Decades-long Harvard forest experiment finds warming soils may release “stable” carbon

A 37-year soil warming experiment in Massachusetts demonstrates that prolonged warming can destabilize forms of soil carbon previously considered resistant to decomposition. This process may create an additional feedback loop that accelerates climate change.
Since the late 1980s, researchers at Harvard Forest have heated underground soil plots by 5°C (9°F) above ambient temperatures, establishing the world’s longest-running soil warming experiment. The study indicates that decades of elevated temperatures have altered microbial activity, enabling microbes to decompose persistent organic matter and release additional carbon dioxide into the atmosphere.
“Soil holds more carbon globally than the atmosphere and all plant life combined,” the researchers stated. They noted that the gradual breakdown of these carbon reserves became evident only after decades of continuous warming. These findings challenge longstanding assumptions that certain forms of soil organic matter remain effectively sequestered for centuries.
Jerry Melillo, a distinguished scientist at the Marine Biological Laboratory and co-author of the study, explained that microbes play a central role in recycling nutrients and decomposing organic matter in forest ecosystems.
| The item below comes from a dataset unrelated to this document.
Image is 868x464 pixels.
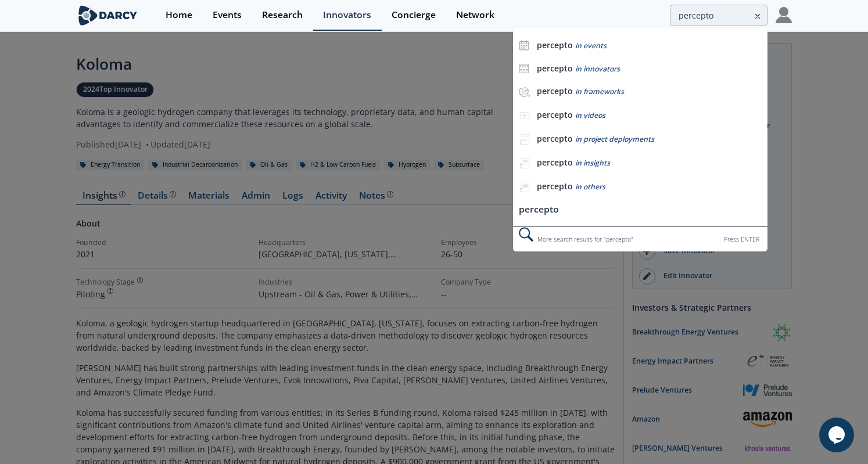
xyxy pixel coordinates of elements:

As warming alters microbial communities, the loss of soil carbon may accelerate. Researchers further noted that incorporating these long-term soil responses into climate models could improve projections of future warming.
The study, titled “Three decades of continuous warming in temperate forests destabilizes persistent forms of soil organic matter,” was published on April 7, 2026, in Science of The Total Environment.